The people's voice of reason
December 8, 2024 – DAMASCUIS, SYRIA – the Syrian capital of Damascus fell without a fight after longtime Syrian dictator Bashar al-Assad, along with his wife and three children, got on a plane and left the country for Moscow. The Russians say that he has left the country and left instructions with them on the transfer of power.
The Assad family rose to power in Syria on November 11, 1970, when Hafez al-Assad seized power in a coup over other factions of the Ba'ath party and ruled with an iron fist. Bashar Assad inherited power from his father.
The country became destabilized when the United States defeated Al Qaeda of Iraq. Those forces sought sanctuary with Sunni Syrian villages. The Syrian Civil War began in 2011 during the "Arab Spring" when Democracy supporters began a series of uprisings against the Assad dictatorship – which quickly erupted into civil war. Al Qaeda soon was involved in the conflict seeking to create a more Islamic state. The Iranian backed Hezbollah militia – which rules vast swathes of southern Lebanon supported the Assad regime.
Assad brutally moved to suppress the rebels. Assad had received weapons of mass destruction from Iraqi dictator Saddam Hussein prior to an American invasion of Iraq in 2003 and Assad used some of those chemical weapons on rebel elements.
Then President of the United States Barack H. Obama and then Secretary of State Hillary R. Clinton moved to support the rebels. The U.S. was still occupying Iraq and Afghanistan at the time and had just toppled the Libyan government – a war that ended disastrously for the Libyan people – and many in Congress pushed back against U.S. forces getting involved in toppling Assad. Pro-Democracy forces were soon crushed and the U.S. support realigned with Syrian Kurds.
Ultimately the Obama administration did not intervene in the Syrian conflict. The Al Qaeda forces in Syria splintered. The most powerful and most radical faction became the Islamic State of Iraq and Syria (ISIS). ISIS then invaded Iraq. The Shiite dominated Iraqi Army was easily bested by the battle hardened ISIS forces and the U.S. was forced to confront the advancing ISIS armies in Central Iraq.
President Trump assembled a broad coalition of American, Iraqi, and Kurdish forces that ultimately pushed ISIS out of Iraq and back into Syria where the war continues to this day. Meanwhile Turkish forces crossed the border into Turkey on behalf of ethnic Turks in Syria and to do battle with the Kurds – who want their own homeland of territory comprising parts of Syria, Turkey, Iraq, and Iran.
Iran increased their support of Assad particularly as they needed to continue to move supplies to their Hezbollah allies in Lebanon. The Russians intervened on behalf of Assad as Russia has important naval and air bases in the region. The U.S., Russia, ISIS, Turkey, Iran/Hezbollah, and the Kurds all have military forces in parts of Syria to the present day. The U.S. and our allies have killed over 269 ISIS fighters in Syria and Iraq in an offensive that began on August 29.
The rebel group that ultimately brought down Assad were originally a faction of Al Qaeda that rejected the teachings of the founder of ISIS. The rebels – while still listed as a terrorist group – emphasizes that they are more moderate than ISIS. In November the rebels retook Aleppo (Syria's second largest city which has changed hands multiple times in the conflict) and then pushed on to Homs. After 13 years of war, Assad was unable to find an army to reenforce Homa or defend the Alawite homeland that has been his family's center of support thus Damascus fell shockingly rapidly after Homa.
The rebels took Syria shortly after Homs fell. The new leader of Syria is Abu Mohammed al-Jawlani. Can he unite the long divided country and what does that mean for Syria and the larger Middle East are questions the world is only beginning to answer.
President-elect Trump reacted to the news on Sunday.
"Assad is gone," Trump wrote on his social media platform Truth Social. "He has fled his country. His protector, Russia, Russia, Russia, led by Vladimir Putin, was not interested in protecting him any longer. There was no reason for Russia to be there in the first place. They lost all interest in Syria because of Ukraine, where close to 600,000 Russian soldiers lay wounded or dead, in a war that should never have started, and could go on forever."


» **TASK TO CARRY OUT**: Reproduce each line of the entries that carries "triangle".

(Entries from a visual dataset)
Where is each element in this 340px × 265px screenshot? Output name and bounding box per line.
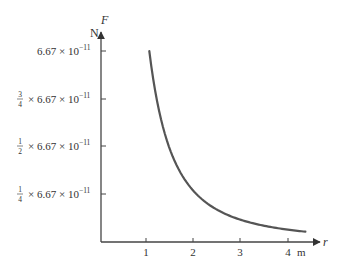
svg-text:2: 2 (18, 147, 22, 156)
x-tick-label: 3 (237, 246, 243, 258)
x-ticks: 1 2 3 4 m (143, 238, 306, 258)
y-ticks: 6.67 × 10−11 3 4 × 6.67 × 10−11 1 2 × 6.… (17, 43, 106, 204)
y-tick-label: 1 2 × 6.67 × 10−11 (17, 137, 91, 156)
x-tick-label: 4 (285, 246, 291, 258)
svg-text:× 6.67 × 10−11: × 6.67 × 10−11 (28, 138, 91, 152)
x-axis-name: r (323, 235, 328, 249)
x-unit-label: m (297, 246, 306, 258)
y-tick-label: 3 4 × 6.67 × 10−11 (17, 90, 91, 109)
y-axis-name: F (100, 13, 109, 27)
svg-text:1: 1 (18, 137, 22, 146)
svg-text:× 6.67 × 10−11: × 6.67 × 10−11 (28, 186, 91, 200)
svg-text:1: 1 (18, 185, 22, 194)
y-tick-label: 6.67 × 10−11 (37, 43, 91, 57)
x-tick-label: 2 (190, 246, 196, 258)
y-tick-label: 1 4 × 6.67 × 10−11 (17, 185, 91, 204)
x-tick-label: 1 (143, 246, 149, 258)
force-vs-distance-chart: N F r 1 2 3 4 m 6.67 × 10−11 3 4 × 6.67 … (0, 0, 340, 265)
svg-text:4: 4 (18, 195, 22, 204)
svg-text:4: 4 (18, 100, 22, 109)
svg-text:× 6.67 × 10−11: × 6.67 × 10−11 (28, 91, 91, 105)
y-unit-label: N (90, 26, 99, 40)
inverse-square-curve (149, 51, 305, 232)
svg-text:3: 3 (18, 90, 22, 99)
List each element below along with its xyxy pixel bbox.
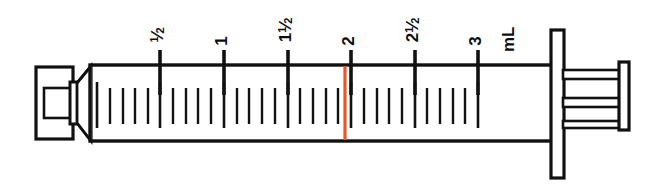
syringe-drawing (0, 0, 651, 188)
tick-label-two-half: 21⁄2 (404, 14, 426, 46)
fraction-denominator: 2 (409, 18, 421, 24)
tick-label-fraction: 1⁄2 (403, 18, 422, 33)
tick-label-one-half: 11⁄2 (277, 14, 299, 46)
tick-label-fraction: 1⁄2 (276, 18, 295, 33)
tick-label-half: 1⁄2 (149, 21, 171, 49)
tick-label-two: 2 (340, 28, 362, 54)
tick-label-whole: 3 (466, 36, 485, 45)
tick-label-fraction: 1⁄2 (148, 27, 167, 42)
tick-label-whole: 2 (403, 33, 422, 42)
fraction-denominator: 2 (282, 18, 294, 24)
luer-lock-tip (36, 67, 79, 139)
plunger-thumb-pad (619, 62, 629, 130)
tick-label-whole: 1 (212, 36, 231, 45)
tick-label-one: 1 (213, 28, 235, 54)
tick-label-three: 3 (467, 28, 489, 54)
plunger-rod (563, 70, 622, 128)
fraction-numerator: 1 (403, 27, 415, 33)
fraction-denominator: 2 (154, 27, 166, 33)
syringe-diagram: 1⁄2 1 11⁄2 2 21⁄2 3 mL (0, 0, 651, 188)
fraction-numerator: 1 (276, 27, 288, 33)
tick-label-whole: 1 (276, 33, 295, 42)
tick-label-whole: 2 (339, 36, 358, 45)
fraction-numerator: 1 (148, 36, 160, 42)
unit-label-ml: mL (500, 18, 522, 52)
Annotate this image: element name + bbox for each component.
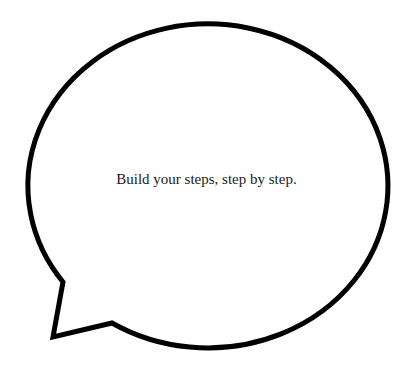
speech-bubble-diagram: Build your steps, step by step.: [0, 0, 413, 371]
speech-bubble-text: Build your steps, step by step.: [0, 170, 413, 188]
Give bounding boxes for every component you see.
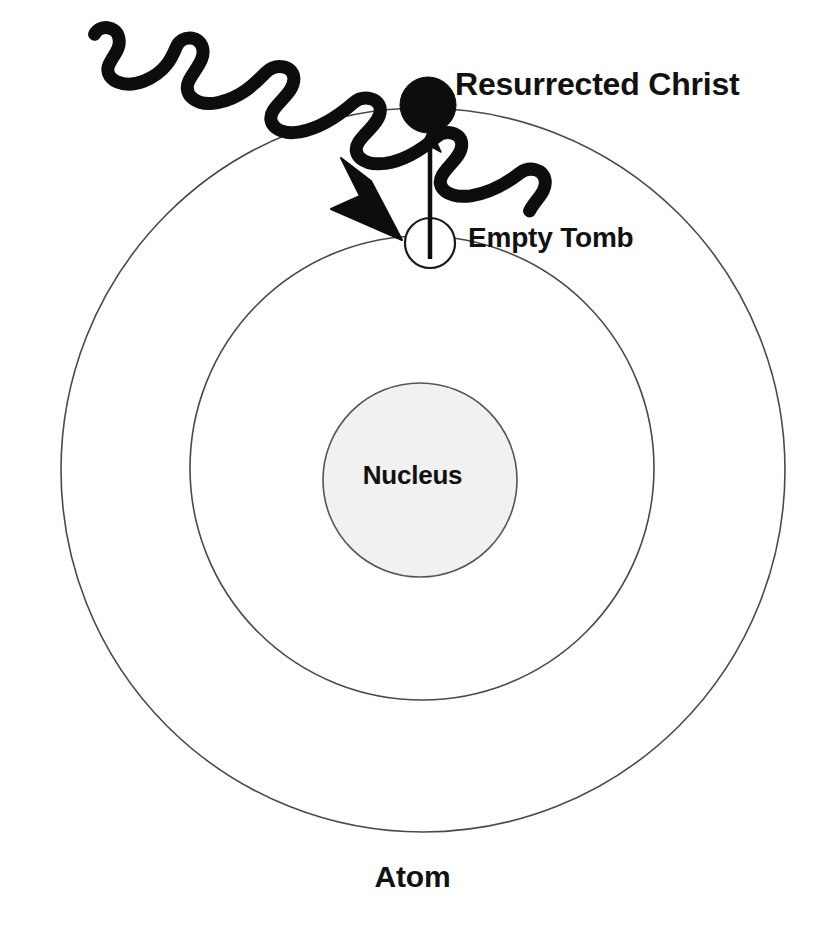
resurrected-christ-label: Resurrected Christ [455,68,740,100]
incoming-energy-wave-icon [92,27,548,211]
atom-diagram: Resurrected Christ Empty Tomb Nucleus At… [0,0,825,937]
resurrected-christ-particle [400,77,456,133]
empty-tomb-label: Empty Tomb [468,224,633,252]
wave-arrowhead-icon [331,158,402,240]
nucleus-label: Nucleus [0,462,825,488]
atom-label: Atom [0,862,825,892]
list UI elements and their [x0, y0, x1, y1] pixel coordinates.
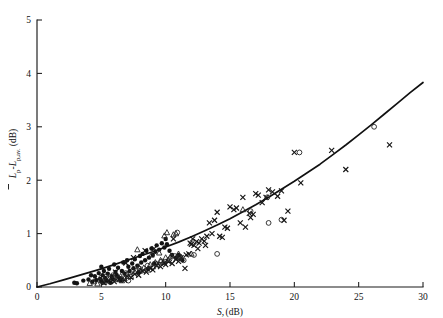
axis-titles: S,(dB) Lp-Lp,av.(dB) — [8, 129, 243, 318]
x-label-symbol: S, — [217, 307, 224, 317]
point-cross — [275, 194, 280, 199]
point-filled-circle — [102, 269, 106, 273]
point-cross — [202, 239, 207, 244]
tick-labels: 051015202530012345 — [26, 15, 428, 302]
y-tick-label-5: 5 — [26, 15, 31, 25]
y-tick-label-3: 3 — [26, 122, 31, 132]
x-tick-label-10: 10 — [161, 292, 171, 302]
point-cross — [243, 225, 248, 230]
point-open-circle — [248, 209, 253, 214]
point-open-circle — [266, 221, 271, 226]
fitted-curve — [37, 82, 423, 287]
point-cross — [212, 218, 217, 223]
y-axis-label-text: Lp-Lp,av.(dB) — [8, 129, 21, 179]
y-tick-label-1: 1 — [26, 229, 31, 239]
y-tick-label-2: 2 — [26, 176, 31, 186]
point-cross — [207, 220, 212, 225]
point-cross — [203, 243, 208, 248]
point-filled-circle — [107, 267, 111, 271]
y-tick-label-0: 0 — [26, 282, 31, 292]
x-tick-label-0: 0 — [35, 292, 40, 302]
axes — [37, 20, 423, 287]
point-open-triangle — [162, 233, 167, 238]
point-cross — [204, 234, 209, 239]
figure-container: 051015202530012345 S,(dB) Lp-Lp,av.(dB) — [0, 0, 443, 318]
point-cross — [215, 210, 220, 215]
point-cross — [292, 150, 297, 155]
point-filled-circle — [93, 274, 97, 278]
point-cross — [195, 246, 200, 251]
series-cross — [101, 142, 392, 285]
point-filled-circle — [75, 281, 79, 285]
y-label-symbol-2: -L — [8, 161, 18, 169]
point-filled-circle — [89, 273, 93, 277]
point-cross — [298, 180, 303, 185]
point-filled-circle — [116, 266, 120, 270]
x-axis-label: S,(dB) — [217, 307, 243, 318]
x-tick-label-15: 15 — [225, 292, 235, 302]
point-filled-circle — [143, 258, 147, 262]
x-label-unit: (dB) — [226, 307, 243, 318]
point-open-circle — [215, 251, 220, 256]
y-label-sub-2: p,av. — [14, 148, 21, 161]
point-filled-circle — [99, 265, 103, 269]
point-cross — [387, 142, 392, 147]
point-filled-circle — [130, 261, 134, 265]
point-filled-circle — [165, 242, 169, 246]
point-cross — [238, 220, 243, 225]
point-open-circle — [297, 150, 302, 155]
y-label-unit: (dB) — [8, 129, 19, 146]
tick-marks — [37, 20, 423, 287]
scatter-plot: 051015202530012345 S,(dB) Lp-Lp,av.(dB) — [0, 0, 443, 318]
point-cross — [343, 167, 348, 172]
point-filled-circle — [112, 262, 116, 266]
point-filled-circle — [139, 260, 143, 264]
y-tick-label-4: 4 — [26, 69, 31, 79]
point-filled-circle — [160, 241, 164, 245]
point-cross — [209, 231, 214, 236]
x-tick-label-20: 20 — [290, 292, 300, 302]
point-filled-circle — [81, 278, 85, 282]
x-tick-label-30: 30 — [418, 292, 428, 302]
point-cross — [329, 148, 334, 153]
x-tick-label-5: 5 — [99, 292, 104, 302]
point-cross — [285, 209, 290, 214]
point-filled-circle — [97, 271, 101, 275]
x-tick-label-25: 25 — [354, 292, 364, 302]
trend-curve — [37, 82, 423, 287]
y-axis-label: Lp-Lp,av.(dB) — [8, 129, 21, 190]
point-open-triangle — [135, 247, 140, 252]
series-open-circle — [99, 124, 377, 283]
point-cross — [182, 266, 187, 271]
point-cross — [248, 215, 253, 220]
point-cross — [240, 195, 245, 200]
point-filled-circle — [167, 248, 171, 252]
point-open-circle — [372, 124, 377, 129]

» **ANSWER FOR THE TASK**:
point-open-triangle — [162, 233, 167, 238]
point-open-triangle — [135, 247, 140, 252]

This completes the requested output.